Moor Mother
Moor Mother
Moor Mother is a musician, Philadelphian housing activist and black quantum futurist.
Arika have been creating events since 2001. The Archive is space to share the documentation of our work, over 600 events from the past 20 years. Browse the archive by event, artists and collections, explore using theme pairs, or use the index for a comprehensive overview.
Moor Mother is a musician, Philadelphian housing activist and black quantum futurist.
A carefully thought out, simple but rich performance using just a turntable, teach yourself foreign language LP’s, the impeccable timing of a percussionist, and an idea.
The first performative part in a game of chance and endurance as actor Tam Dean Burn constantly broadcasts for 24hrs.
Using violin and cello the duo map out a twilight sonic world that seems to tread the faultlines between improvisation and composition.
A speculative narrative film informed by poetry and theories of quantum entanglement across diasporic distance. An intimate exploration of grief and resistance in shifting landscapes of loss, from the streets to the bed.

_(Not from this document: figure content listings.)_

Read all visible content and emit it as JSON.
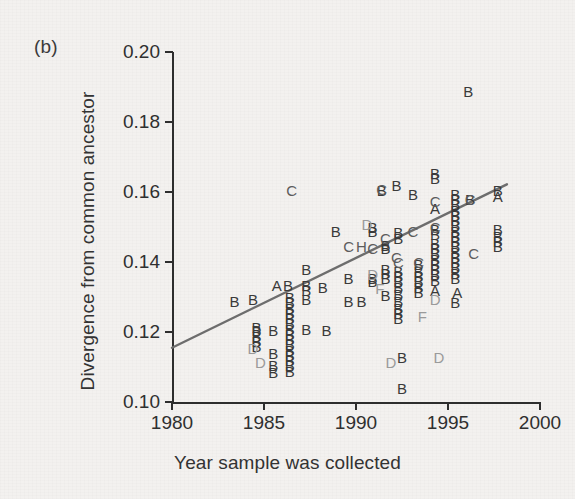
{
  "panel": {
    "label": "(b)"
  },
  "axes": {
    "xlabel": "Year sample was collected",
    "ylabel": "Divergence from common ancestor",
    "xticks": [
      "1980",
      "1985",
      "1990",
      "1995",
      "2000"
    ],
    "yticks": [
      "0.10",
      "0.12",
      "0.14",
      "0.16",
      "0.18",
      "0.20"
    ]
  },
  "colors": {
    "axis": "#2e2e2e",
    "text": "#2f2f2f",
    "trendline": "#6d6d6d",
    "marker_dark": "#3a3a3a",
    "marker_mid": "#5c5c5c",
    "marker_light": "#9a9a9a"
  },
  "chart_data": {
    "type": "scatter",
    "title": "",
    "subtitle": "",
    "xlabel": "Year sample was collected",
    "ylabel": "Divergence from common ancestor",
    "xlim": [
      1980,
      2000
    ],
    "ylim": [
      0.1,
      0.2
    ],
    "xticks": [
      1980,
      1985,
      1990,
      1995,
      2000
    ],
    "yticks": [
      0.1,
      0.12,
      0.14,
      0.16,
      0.18,
      0.2
    ],
    "grid": false,
    "legend": "none",
    "marker_style": "letter-glyph-subtype",
    "annotations": [
      "(b)"
    ],
    "trendline": {
      "type": "linear-regression",
      "x": [
        1980,
        1998.2
      ],
      "y": [
        0.1155,
        0.1622
      ],
      "slope_per_year": 0.00257,
      "color": "#6d6d6d"
    },
    "series": [
      {
        "name": "Subtype A",
        "label": "A",
        "shade": "dark",
        "points": [
          {
            "x": 1985.7,
            "y": 0.1335
          },
          {
            "x": 1994.3,
            "y": 0.1555
          },
          {
            "x": 1994.3,
            "y": 0.132
          },
          {
            "x": 1995.5,
            "y": 0.1315
          },
          {
            "x": 1997.7,
            "y": 0.159
          }
        ]
      },
      {
        "name": "Subtype B",
        "label": "B",
        "shade": "dark",
        "points": [
          {
            "x": 1983.4,
            "y": 0.129
          },
          {
            "x": 1984.4,
            "y": 0.1295
          },
          {
            "x": 1986.3,
            "y": 0.1335
          },
          {
            "x": 1984.6,
            "y": 0.1215
          },
          {
            "x": 1984.6,
            "y": 0.1205
          },
          {
            "x": 1984.6,
            "y": 0.119
          },
          {
            "x": 1984.6,
            "y": 0.1175
          },
          {
            "x": 1984.6,
            "y": 0.116
          },
          {
            "x": 1985.5,
            "y": 0.1205
          },
          {
            "x": 1985.5,
            "y": 0.114
          },
          {
            "x": 1985.5,
            "y": 0.1105
          },
          {
            "x": 1985.5,
            "y": 0.1085
          },
          {
            "x": 1986.4,
            "y": 0.13
          },
          {
            "x": 1986.4,
            "y": 0.1285
          },
          {
            "x": 1986.4,
            "y": 0.127
          },
          {
            "x": 1986.4,
            "y": 0.1255
          },
          {
            "x": 1986.4,
            "y": 0.124
          },
          {
            "x": 1986.4,
            "y": 0.1225
          },
          {
            "x": 1986.4,
            "y": 0.121
          },
          {
            "x": 1986.4,
            "y": 0.1195
          },
          {
            "x": 1986.4,
            "y": 0.118
          },
          {
            "x": 1986.4,
            "y": 0.1165
          },
          {
            "x": 1986.4,
            "y": 0.115
          },
          {
            "x": 1986.4,
            "y": 0.1135
          },
          {
            "x": 1986.4,
            "y": 0.112
          },
          {
            "x": 1986.4,
            "y": 0.1105
          },
          {
            "x": 1986.4,
            "y": 0.109
          },
          {
            "x": 1987.3,
            "y": 0.138
          },
          {
            "x": 1987.3,
            "y": 0.1335
          },
          {
            "x": 1987.3,
            "y": 0.132
          },
          {
            "x": 1987.3,
            "y": 0.1295
          },
          {
            "x": 1987.3,
            "y": 0.121
          },
          {
            "x": 1988.2,
            "y": 0.133
          },
          {
            "x": 1988.4,
            "y": 0.1205
          },
          {
            "x": 1988.9,
            "y": 0.149
          },
          {
            "x": 1989.6,
            "y": 0.1355
          },
          {
            "x": 1989.6,
            "y": 0.129
          },
          {
            "x": 1990.3,
            "y": 0.129
          },
          {
            "x": 1990.9,
            "y": 0.15
          },
          {
            "x": 1990.9,
            "y": 0.149
          },
          {
            "x": 1990.9,
            "y": 0.1355
          },
          {
            "x": 1990.9,
            "y": 0.1345
          },
          {
            "x": 1991.4,
            "y": 0.1605
          },
          {
            "x": 1991.6,
            "y": 0.145
          },
          {
            "x": 1991.6,
            "y": 0.144
          },
          {
            "x": 1991.6,
            "y": 0.138
          },
          {
            "x": 1991.6,
            "y": 0.137
          },
          {
            "x": 1991.6,
            "y": 0.1355
          },
          {
            "x": 1991.6,
            "y": 0.1305
          },
          {
            "x": 1992.2,
            "y": 0.162
          },
          {
            "x": 1992.3,
            "y": 0.1485
          },
          {
            "x": 1992.3,
            "y": 0.147
          },
          {
            "x": 1992.3,
            "y": 0.1375
          },
          {
            "x": 1992.3,
            "y": 0.136
          },
          {
            "x": 1992.3,
            "y": 0.1345
          },
          {
            "x": 1992.3,
            "y": 0.133
          },
          {
            "x": 1992.3,
            "y": 0.131
          },
          {
            "x": 1992.3,
            "y": 0.129
          },
          {
            "x": 1992.3,
            "y": 0.127
          },
          {
            "x": 1992.3,
            "y": 0.1255
          },
          {
            "x": 1992.3,
            "y": 0.124
          },
          {
            "x": 1992.5,
            "y": 0.113
          },
          {
            "x": 1992.5,
            "y": 0.104
          },
          {
            "x": 1993.1,
            "y": 0.1595
          },
          {
            "x": 1993.4,
            "y": 0.1395
          },
          {
            "x": 1993.4,
            "y": 0.1375
          },
          {
            "x": 1993.4,
            "y": 0.136
          },
          {
            "x": 1993.4,
            "y": 0.1345
          },
          {
            "x": 1993.4,
            "y": 0.133
          },
          {
            "x": 1993.4,
            "y": 0.1315
          },
          {
            "x": 1994.3,
            "y": 0.1655
          },
          {
            "x": 1994.3,
            "y": 0.164
          },
          {
            "x": 1994.3,
            "y": 0.1495
          },
          {
            "x": 1994.3,
            "y": 0.148
          },
          {
            "x": 1994.3,
            "y": 0.1455
          },
          {
            "x": 1994.3,
            "y": 0.144
          },
          {
            "x": 1994.3,
            "y": 0.1425
          },
          {
            "x": 1994.3,
            "y": 0.141
          },
          {
            "x": 1994.3,
            "y": 0.1395
          },
          {
            "x": 1994.3,
            "y": 0.138
          },
          {
            "x": 1994.3,
            "y": 0.1365
          },
          {
            "x": 1994.3,
            "y": 0.135
          },
          {
            "x": 1995.4,
            "y": 0.1595
          },
          {
            "x": 1995.4,
            "y": 0.158
          },
          {
            "x": 1995.4,
            "y": 0.1565
          },
          {
            "x": 1995.4,
            "y": 0.155
          },
          {
            "x": 1995.4,
            "y": 0.1535
          },
          {
            "x": 1995.4,
            "y": 0.152
          },
          {
            "x": 1995.4,
            "y": 0.1505
          },
          {
            "x": 1995.4,
            "y": 0.149
          },
          {
            "x": 1995.4,
            "y": 0.1475
          },
          {
            "x": 1995.4,
            "y": 0.146
          },
          {
            "x": 1995.4,
            "y": 0.1445
          },
          {
            "x": 1995.4,
            "y": 0.143
          },
          {
            "x": 1995.4,
            "y": 0.1415
          },
          {
            "x": 1995.4,
            "y": 0.14
          },
          {
            "x": 1995.4,
            "y": 0.1385
          },
          {
            "x": 1995.4,
            "y": 0.137
          },
          {
            "x": 1995.4,
            "y": 0.1355
          },
          {
            "x": 1995.4,
            "y": 0.1285
          },
          {
            "x": 1996.1,
            "y": 0.189
          },
          {
            "x": 1996.2,
            "y": 0.158
          },
          {
            "x": 1997.7,
            "y": 0.1605
          },
          {
            "x": 1997.7,
            "y": 0.1495
          },
          {
            "x": 1997.7,
            "y": 0.1475
          },
          {
            "x": 1997.7,
            "y": 0.146
          },
          {
            "x": 1997.7,
            "y": 0.1445
          }
        ]
      },
      {
        "name": "Subtype C",
        "label": "C",
        "shade": "mid",
        "points": [
          {
            "x": 1986.5,
            "y": 0.1605
          },
          {
            "x": 1989.6,
            "y": 0.1445
          },
          {
            "x": 1990.9,
            "y": 0.144
          },
          {
            "x": 1991.4,
            "y": 0.161
          },
          {
            "x": 1991.6,
            "y": 0.147
          },
          {
            "x": 1992.2,
            "y": 0.1415
          },
          {
            "x": 1992.3,
            "y": 0.14
          },
          {
            "x": 1993.1,
            "y": 0.149
          },
          {
            "x": 1993.4,
            "y": 0.14
          },
          {
            "x": 1994.3,
            "y": 0.1575
          },
          {
            "x": 1994.3,
            "y": 0.15
          },
          {
            "x": 1996.2,
            "y": 0.158
          },
          {
            "x": 1996.4,
            "y": 0.1425
          }
        ]
      },
      {
        "name": "Subtype D",
        "label": "D",
        "shade": "light",
        "points": [
          {
            "x": 1984.4,
            "y": 0.1155
          },
          {
            "x": 1984.8,
            "y": 0.1115
          },
          {
            "x": 1990.6,
            "y": 0.151
          },
          {
            "x": 1990.9,
            "y": 0.1365
          },
          {
            "x": 1991.9,
            "y": 0.1115
          },
          {
            "x": 1994.3,
            "y": 0.1295
          },
          {
            "x": 1994.5,
            "y": 0.113
          }
        ]
      },
      {
        "name": "Subtype F",
        "label": "F",
        "shade": "light",
        "points": [
          {
            "x": 1991.3,
            "y": 0.1325
          },
          {
            "x": 1993.6,
            "y": 0.1245
          }
        ]
      },
      {
        "name": "Subtype H",
        "label": "H",
        "shade": "mid",
        "points": [
          {
            "x": 1990.3,
            "y": 0.1445
          }
        ]
      }
    ]
  }
}
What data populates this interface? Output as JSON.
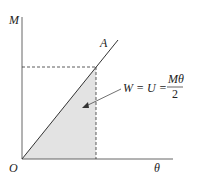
{
  "diagram": {
    "axes": {
      "y_label": "M",
      "x_label": "θ",
      "origin_label": "O"
    },
    "line_label": "A",
    "equation": {
      "lhs": "W = U =",
      "numerator": "Mθ",
      "denominator": "2"
    },
    "colors": {
      "shade": "#e3e3e3",
      "line": "#333333"
    }
  }
}
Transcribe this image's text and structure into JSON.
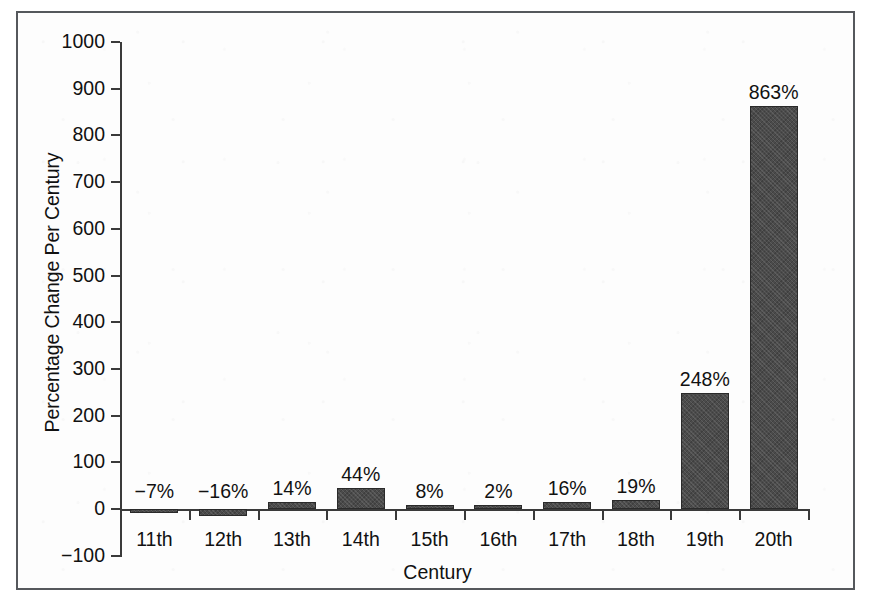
{
  "chart_data": {
    "type": "bar",
    "title": "",
    "xlabel": "Century",
    "ylabel": "Percentage Change Per Century",
    "categories": [
      "11th",
      "12th",
      "13th",
      "14th",
      "15th",
      "16th",
      "17th",
      "18th",
      "19th",
      "20th"
    ],
    "values": [
      -7,
      -16,
      14,
      44,
      8,
      2,
      16,
      19,
      248,
      863
    ],
    "value_labels": [
      "−7%",
      "−16%",
      "14%",
      "44%",
      "8%",
      "2%",
      "16%",
      "19%",
      "248%",
      "863%"
    ],
    "ylim": [
      -100,
      1000
    ],
    "ytick_labels": [
      "1000",
      "900",
      "800",
      "700",
      "600",
      "500",
      "400",
      "300",
      "200",
      "100",
      "0",
      "−100"
    ],
    "ytick_values": [
      1000,
      900,
      800,
      700,
      600,
      500,
      400,
      300,
      200,
      100,
      0,
      -100
    ],
    "grid": false,
    "legend": false,
    "bar_color": "#4b4b4b",
    "axis_color": "#3a3a3a",
    "frame_color": "#55585c",
    "background": "#fdfdfd"
  }
}
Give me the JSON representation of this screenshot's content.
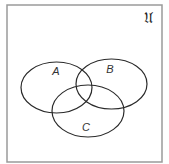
{
  "diagram": {
    "type": "venn",
    "universe": {
      "label": "𝔘",
      "border_color": "#9a9a9a",
      "rect": {
        "x": 7,
        "y": 5,
        "width": 155,
        "height": 157
      }
    },
    "sets": [
      {
        "id": "A",
        "label": "A",
        "cx": 56.5,
        "cy": 87.5,
        "rx": 35.5,
        "ry": 25.5,
        "label_x": 56,
        "label_y": 75
      },
      {
        "id": "B",
        "label": "B",
        "cx": 111.5,
        "cy": 84,
        "rx": 35.5,
        "ry": 25,
        "label_x": 110,
        "label_y": 73
      },
      {
        "id": "C",
        "label": "C",
        "cx": 88,
        "cy": 111,
        "rx": 36,
        "ry": 26,
        "label_x": 86,
        "label_y": 131
      }
    ],
    "stroke_color": "#2a2a2a"
  }
}
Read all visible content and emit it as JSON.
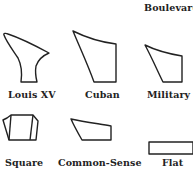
{
  "figure": {
    "heels": [
      {
        "label": "Boulevard"
      },
      {
        "label": "Louis XV"
      },
      {
        "label": "Cuban"
      },
      {
        "label": "Military"
      },
      {
        "label": "Square"
      },
      {
        "label": "Common-Sense"
      },
      {
        "label": "Flat"
      }
    ]
  }
}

A conversation between influential figures thinking through Blackness and Indigeneity, asking: what if we took seriously the possibility that this world, as we know it, may be coming to an end? We dread the loss of this world, but have we begun to imagine the one to come?
A loud, buzzing stew of electrical light as noise and convulsive electric guitar squall.
Open community meeting to discuss some of the prevalent concerns impacting the ballroom community.
Two figureheads of the minimalist electronica pulse, Ikeda and Nicolai have been responsible for some of the most innovative and ground-breaking music of the last decade, redefining experimental electronica.
A film as a translation of Monique Wittig’s landmark feminist novel Les Guérillères, in which a plural protagonist of militant feminists inhabit a fantastical, enigmatic and hallucinatory miasmatic space-time of post Hurricane Maria Puerto Rico.
A performance for projectionist, musicians and audience, which plays with references to Oscar Levant and Gershwin: apparently a series of small doses of chaos.
Philip Jeck creates slowly evolving symphonies that are as much about the crackling hiss of old vinyl as the actual ‘musical’ material.